Kris Kristofferson Has Shuffled Offerson (1936-2024)

Posted on October 2, 2024

by Eric P

There was a Kris Kristofferson for everyone. Maybe your favorite is the storyteller who wrote Janis Joplin’s “Me and Bobby McGee” and Johnny Cash’s “Sunday Mornin’ Comin’ Down.” Or maybe you prefer the hirsute heartthrob who anchored the melodramatic bathos of A Star Is Born – y’know, the one that came after James Mason but before Bradley Cooper. Maybe the one who’s closest to your heart is the Kristofferson who had Sinéad O’Connor’s back in a stadium of jeering Dylan fans after she criticized the Pope. Or maybe you just really liked him in Snow Buddies.

It’s not surprising that Kristofferson – who died Saturday at the age of 88 – did so many things, necessarily, but rather that he did them all so well, and without making a big fuss about it. Lots of people are multihyphenates, but he never wore his hyphens on his brown velvet sleeve. He slipped so naturally into each thing he did that you were surprised to find out it wasn’t the only thing he did. I remember the day when I said “Wait, that actor guy also writes iconic songs?”

Everything Kristofferson did, though, he did with his own inimitable style: shaggy, literate, ruggedly masculine, preternaturally weathered, innately sensitive, effortlessly rebellious, perpetually extremely 1970s somehow but in an appealing way. You probably haven’t thought about him in a while, but you kinda miss him now he’s gone – whichever version of him you preferred.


PROBLEM: Only the pictures are dropped. Restate each line below word for word.

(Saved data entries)

▽

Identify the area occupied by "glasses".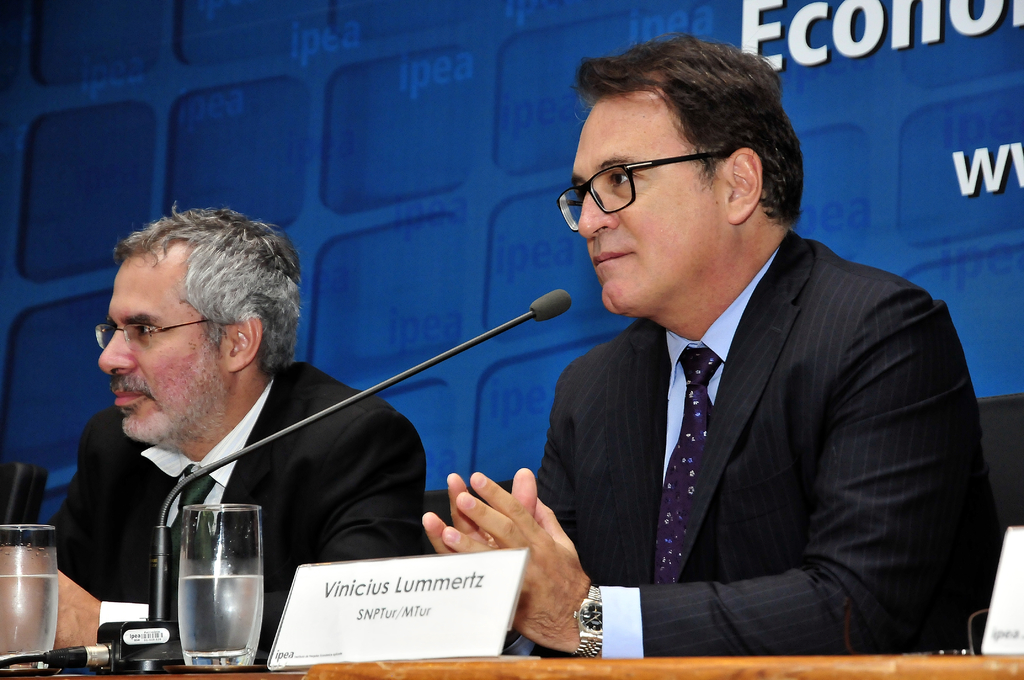
Area: l=88, t=311, r=223, b=360.
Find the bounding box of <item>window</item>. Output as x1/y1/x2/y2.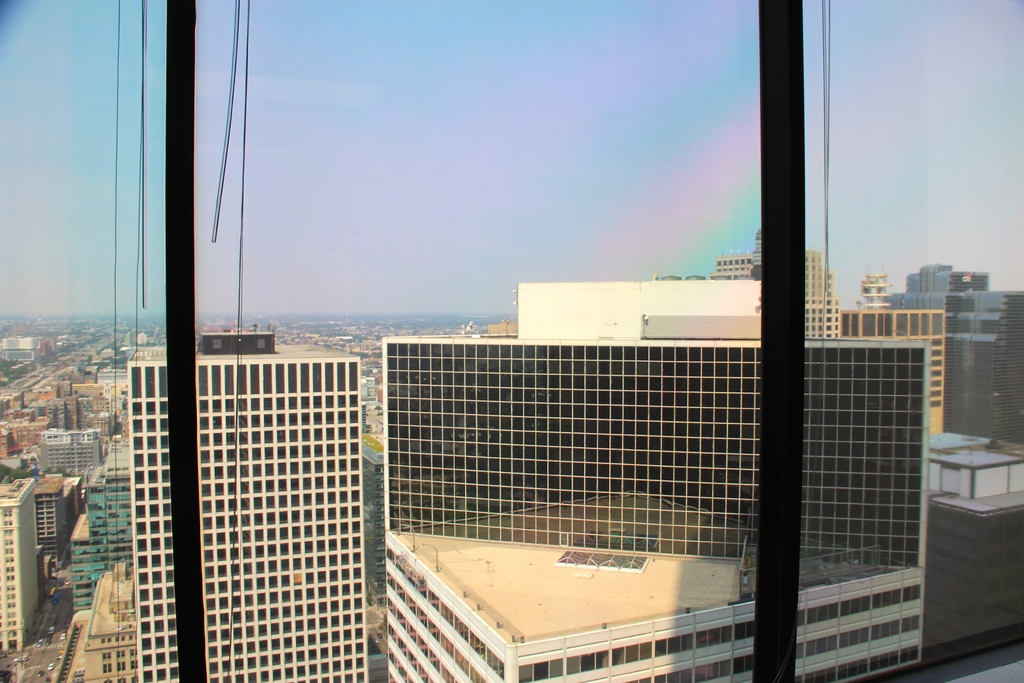
165/552/173/566.
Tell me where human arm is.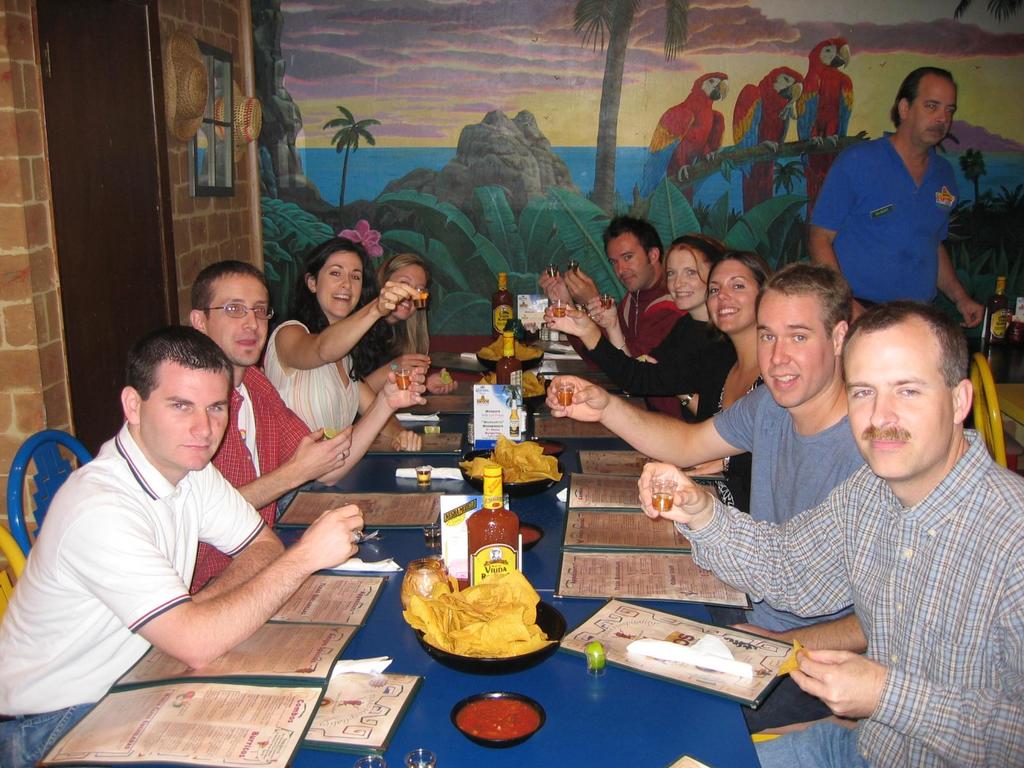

△

RESPONSE BOX:
Identify the area occupied by "glasses".
Area: l=88, t=311, r=223, b=360.
Find the bounding box of <item>window</item>. Output as x1/y1/x2/y2.
165/552/173/566.
Tell me where human arm is.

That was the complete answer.